Planning your Customer Advisory Board can be very complex and time-consuming. There are many factors to consider, many details to plan, and conversations to have.
If you are in the initial design stage, or if you want to redefine your CAB, let’s look at 6 questions that would guide your process:
1. How many customers?
Defining the size of your CAB will guide all the activities you will plan after. Our recommendation is to keep it within a range of 5-15 customers per area of relevance (industry, product, and country mix).
2. Virtual, in-person, or mixed?
Our recommendation is a mixed plan, with pre-event and community (on-going) activities happening online, but at least once a year an in-person event.

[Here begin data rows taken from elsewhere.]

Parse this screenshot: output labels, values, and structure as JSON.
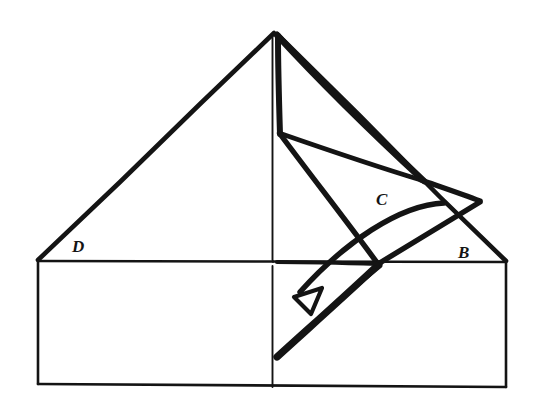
{
  "figure": {
    "background_color": "#ffffff",
    "ink_color": "#141414",
    "canvas": {
      "width": 541,
      "height": 417
    }
  },
  "labels": {
    "d": "D",
    "b": "B",
    "c": "C"
  },
  "label_positions": {
    "d": {
      "x": 72,
      "y": 252
    },
    "b": {
      "x": 458,
      "y": 258
    },
    "c": {
      "x": 376,
      "y": 205
    }
  },
  "geometry": {
    "apex": {
      "x": 274,
      "y": 32
    },
    "box_top_left": {
      "x": 38,
      "y": 261
    },
    "box_top_right": {
      "x": 506,
      "y": 262
    },
    "box_bottom_left": {
      "x": 38,
      "y": 384
    },
    "box_bottom_right": {
      "x": 506,
      "y": 387
    },
    "center_line_x": 273,
    "fold_vertex": {
      "x": 278,
      "y": 132
    },
    "flap_tip": {
      "x": 478,
      "y": 200
    },
    "flap_mid": {
      "x": 419,
      "y": 178
    },
    "crossing_point": {
      "x": 375,
      "y": 262
    },
    "lower_flap_bottom": {
      "x": 277,
      "y": 356
    },
    "arrow_tail": {
      "x": 443,
      "y": 203
    },
    "arrow_head": {
      "x": 296,
      "y": 296
    }
  },
  "strokes": {
    "thin_width": 2,
    "medium_width": 4,
    "thick_width": 7,
    "arrow_width": 5
  },
  "paths": {
    "pyramid_left_edge": "M 274 33 L 38 261",
    "pyramid_right_edge": "M 276 34 L 506 262",
    "box_outline": "M 38 261 L 506 262 L 506 387 L 38 384 Z",
    "box_top_edge": "M 38 261 L 506 262",
    "center_vertical_upper": "M 273 34 L 273 261",
    "center_vertical_lower": "M 273 266 L 273 387",
    "flap_long_fold": "M 276 35 L 424 180",
    "flap_inner_fold": "M 277 36 L 279 134",
    "flap_base_left": "M 278 133 L 420 179",
    "flap_spine": "M 279 134 L 377 263",
    "flap_to_tip": "M 421 179 L 479 201",
    "flap_tip_down": "M 479 201 L 378 263",
    "lower_flap_left": "M 377 263 L 277 356",
    "lower_flap_right": "M 277 356 L 379 265",
    "arc_arrow": "M 443 203 C 400 206 345 245 296 296"
  },
  "arrow": {
    "head_points": "296,296 320,291 311,312",
    "head_style": "open-triangle"
  }
}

If too many products need to be covered, might be a good idea to divide the complexity and hold 2 events per year. Be careful not to create competition for the same customer to be invited to participate in activities of different stakeholders happening simultaneously!

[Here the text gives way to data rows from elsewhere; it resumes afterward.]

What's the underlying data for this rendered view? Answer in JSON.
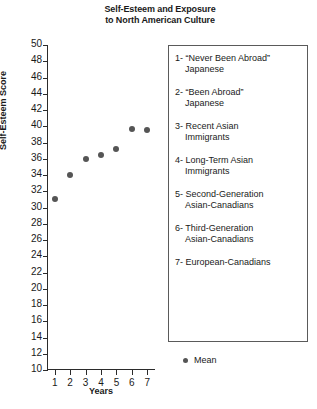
{
  "chart_data": {
    "type": "scatter",
    "title": "Self-Esteem and Exposure to North American Culture",
    "title_lines": [
      "Self-Esteem and Exposure",
      "to North American Culture"
    ],
    "xlabel": "Years",
    "ylabel": "Self-Esteem Score",
    "xlim": [
      0.5,
      7.5
    ],
    "ylim": [
      10,
      50
    ],
    "grid": false,
    "legend_position": "right",
    "x": [
      1,
      2,
      3,
      4,
      5,
      6,
      7
    ],
    "categories": [
      "1",
      "2",
      "3",
      "4",
      "5",
      "6",
      "7"
    ],
    "values": [
      31,
      34,
      36,
      36.5,
      37.2,
      39.7,
      39.6
    ],
    "series": [
      {
        "name": "Mean",
        "values": [
          31,
          34,
          36,
          36.5,
          37.2,
          39.7,
          39.6
        ]
      }
    ],
    "ytick_labels": [
      "50",
      "48",
      "46",
      "44",
      "42",
      "40",
      "38",
      "36",
      "34",
      "32",
      "30",
      "28",
      "26",
      "24",
      "22",
      "20",
      "18",
      "16",
      "14",
      "12",
      "10"
    ],
    "ytick_values": [
      50,
      48,
      46,
      44,
      42,
      40,
      38,
      36,
      34,
      32,
      30,
      28,
      26,
      24,
      22,
      20,
      18,
      16,
      14,
      12,
      10
    ],
    "xtick_labels": [
      "1",
      "2",
      "3",
      "4",
      "5",
      "6",
      "7"
    ],
    "marker_color": "#555555",
    "axis_color": "#2b2b2b"
  },
  "legend": {
    "items": [
      {
        "line1": "1- “Never Been Abroad”",
        "line2": "Japanese"
      },
      {
        "line1": "2- “Been Abroad”",
        "line2": "Japanese"
      },
      {
        "line1": "3- Recent Asian",
        "line2": "Immigrants"
      },
      {
        "line1": "4- Long-Term Asian",
        "line2": "Immigrants"
      },
      {
        "line1": "5- Second-Generation",
        "line2": "Asian-Canadians"
      },
      {
        "line1": "6- Third-Generation",
        "line2": "Asian-Canadians"
      },
      {
        "line1": "7- European-Canadians",
        "line2": ""
      }
    ],
    "key_label": "Mean"
  }
}
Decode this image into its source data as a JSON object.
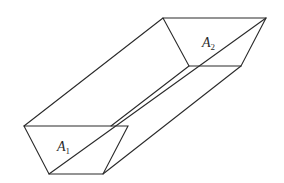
{
  "diagram": {
    "type": "trapezoidal channel / prism (perspective line drawing)",
    "labels": {
      "a1": {
        "letter": "A",
        "subscript": "1"
      },
      "a2": {
        "letter": "A",
        "subscript": "2"
      }
    },
    "stroke_color": "#2a2a2a",
    "background": "#ffffff"
  }
}
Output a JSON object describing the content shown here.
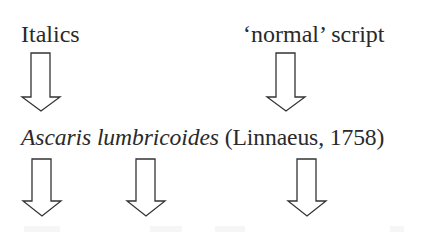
{
  "diagram": {
    "top_labels": {
      "left": "Italics",
      "right": "‘normal’ script"
    },
    "species_name": {
      "genus": "Ascaris",
      "species": "lumbricoides",
      "authority": "(Linnaeus, 1758)"
    },
    "arrows": [
      {
        "id": "italics-to-genus",
        "tip_x": 41,
        "top_y": 53,
        "tip_y": 111
      },
      {
        "id": "normal-to-authority",
        "tip_x": 286,
        "top_y": 53,
        "tip_y": 111
      },
      {
        "id": "genus-down",
        "tip_x": 42,
        "top_y": 159,
        "tip_y": 216
      },
      {
        "id": "species-down",
        "tip_x": 146,
        "top_y": 159,
        "tip_y": 216
      },
      {
        "id": "authority-down",
        "tip_x": 307,
        "top_y": 159,
        "tip_y": 216
      }
    ],
    "colors": {
      "text": "#2a2a2a",
      "arrow_stroke": "#333333",
      "background": "#ffffff"
    }
  }
}
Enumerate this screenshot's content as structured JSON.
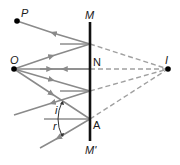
{
  "diagram": {
    "labels": {
      "P": "P",
      "O": "O",
      "M": "M",
      "N": "N",
      "I": "I",
      "A": "A",
      "M_prime": "M'",
      "i": "i",
      "r": "r"
    },
    "colors": {
      "ray": "#8a8a8a",
      "virtual_ray": "#9a9a9a",
      "mirror": "#111111",
      "point": "#000000",
      "normal": "#555555",
      "text": "#1a1a1a"
    },
    "points": {
      "P": [
        17,
        21
      ],
      "O": [
        14,
        69
      ],
      "I": [
        168,
        69
      ],
      "mirror_top": [
        90,
        22
      ],
      "mirror_bottom": [
        90,
        141
      ],
      "reflect_upper": [
        90,
        44
      ],
      "reflect_N": [
        90,
        69
      ],
      "reflect_lower": [
        90,
        91
      ],
      "reflect_A": [
        90,
        119
      ]
    }
  }
}
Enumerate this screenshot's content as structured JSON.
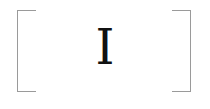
{
  "symbol": {
    "text": "I"
  },
  "colors": {
    "bracket": "#9a9a9a",
    "text": "#111111",
    "background": "#ffffff"
  }
}
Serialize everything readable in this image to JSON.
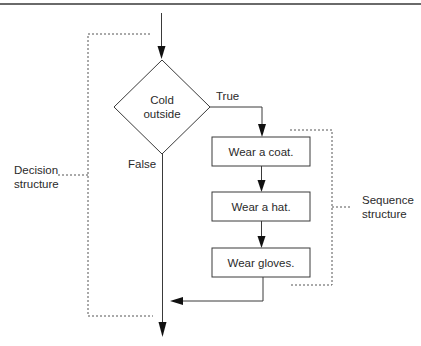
{
  "figure": {
    "top_rule": true,
    "decision": {
      "condition_line1": "Cold",
      "condition_line2": "outside",
      "true_label": "True",
      "false_label": "False"
    },
    "sequence_steps": [
      {
        "label": "Wear a coat."
      },
      {
        "label": "Wear a hat."
      },
      {
        "label": "Wear gloves."
      }
    ],
    "annotations": {
      "decision_structure_line1": "Decision",
      "decision_structure_line2": "structure",
      "sequence_structure_line1": "Sequence",
      "sequence_structure_line2": "structure"
    },
    "colors": {
      "line": "#3a3a3a",
      "text": "#2a2a2a",
      "background": "#ffffff"
    }
  }
}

3. Customer specialization? ITDM, BDM, IT pro, mixed?
Your CAB will validate assumptions, and value propositions and will get you closer to your Advocates. Whomever you have a strong value proposition to be validated should be involved.
4. Are channels and partners welcome?
It’s not a Partner Advisory Board, but they can represent the customers they serve, making their opinion relevant to the CAB. However, they should also listen to customer feedback if they are Service Partners (implementation or support).
5. Meeting frequency?
Once or twice a year in-person and monthly online activities to keep the community sharing relevant information for the involved stakeholders.

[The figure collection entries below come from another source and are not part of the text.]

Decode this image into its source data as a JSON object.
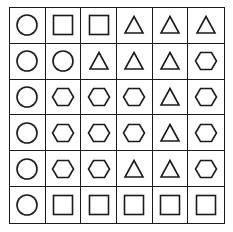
{
  "puzzle": {
    "rows": 6,
    "cols": 6,
    "line_color": "#1a1a1a",
    "grid": [
      [
        "circle",
        "square",
        "square",
        "triangle",
        "triangle",
        "triangle"
      ],
      [
        "circle",
        "circle",
        "triangle",
        "triangle",
        "triangle",
        "hexagon"
      ],
      [
        "circle",
        "hexagon",
        "hexagon",
        "hexagon",
        "triangle",
        "hexagon"
      ],
      [
        "circle",
        "hexagon",
        "hexagon",
        "hexagon",
        "triangle",
        "hexagon"
      ],
      [
        "circle",
        "hexagon",
        "hexagon",
        "triangle",
        "triangle",
        "hexagon"
      ],
      [
        "circle",
        "square",
        "square",
        "square",
        "square",
        "square"
      ]
    ]
  }
}
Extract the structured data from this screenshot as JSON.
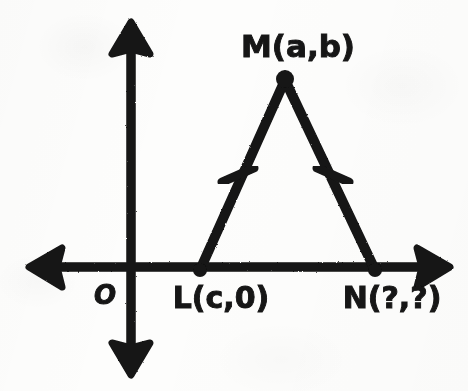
{
  "figure": {
    "background_color": "#fdfdfc",
    "ink_color": "#141414"
  },
  "axes": {
    "origin_label": "O",
    "x_axis_name": "x-axis",
    "y_axis_name": "y-axis",
    "x_axis": {
      "y": 267,
      "x_start": 28,
      "x_end": 450,
      "thickness": 9,
      "arrows": [
        "left",
        "right"
      ]
    },
    "y_axis": {
      "x": 131,
      "y_start": 22,
      "y_end": 375,
      "thickness": 9,
      "arrows": [
        "up",
        "down"
      ]
    },
    "origin_point": {
      "x": 131,
      "y": 267
    },
    "origin_label_pos": {
      "x": 105,
      "y": 303
    }
  },
  "triangle": {
    "name": "triangle-LMN",
    "stroke_width": 10,
    "vertices": [
      {
        "id": "L",
        "label": "L(c,0)",
        "x": 200,
        "y": 270,
        "label_x": 220,
        "label_y": 307,
        "dot_radius": 7
      },
      {
        "id": "M",
        "label": "M(a,b)",
        "x": 285,
        "y": 78,
        "label_x": 298,
        "label_y": 57,
        "dot_radius": 9
      },
      {
        "id": "N",
        "label": "N(?,?)",
        "x": 375,
        "y": 270,
        "label_x": 392,
        "label_y": 307,
        "dot_radius": 7
      }
    ],
    "sides": [
      {
        "id": "LM",
        "from": "L",
        "to": "M",
        "congruence_ticks": 1
      },
      {
        "id": "MN",
        "from": "M",
        "to": "N",
        "congruence_ticks": 1
      },
      {
        "id": "LN",
        "from": "L",
        "to": "N",
        "congruence_ticks": 0
      }
    ],
    "tick_marks": [
      {
        "id": "tick-left-leg",
        "on_side": "LM",
        "cx": 238,
        "cy": 175,
        "length": 34,
        "angle_deg": 24
      },
      {
        "id": "tick-right-leg",
        "on_side": "MN",
        "cx": 333,
        "cy": 175,
        "length": 34,
        "angle_deg": -24
      }
    ]
  },
  "labels": {
    "apex": "M(a,b)",
    "left_base": "L(c,0)",
    "right_base": "N(?,?)",
    "origin": "O",
    "apex_font_size": 30,
    "base_font_size": 29,
    "origin_font_size": 25
  }
}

6. One-time event or community?
We recommend approaching a CAB as a community of users and business decision-makers to ensure that marketers and engineers aren’t far away from the customers for too long and have the chance to run important decisions and prioritizations by real customers. Another good reason is that a CAB comes filled with advocacy nurturing activities that will strengthen the relationship with key customers, raising the chances of future renewals and higher loyalty.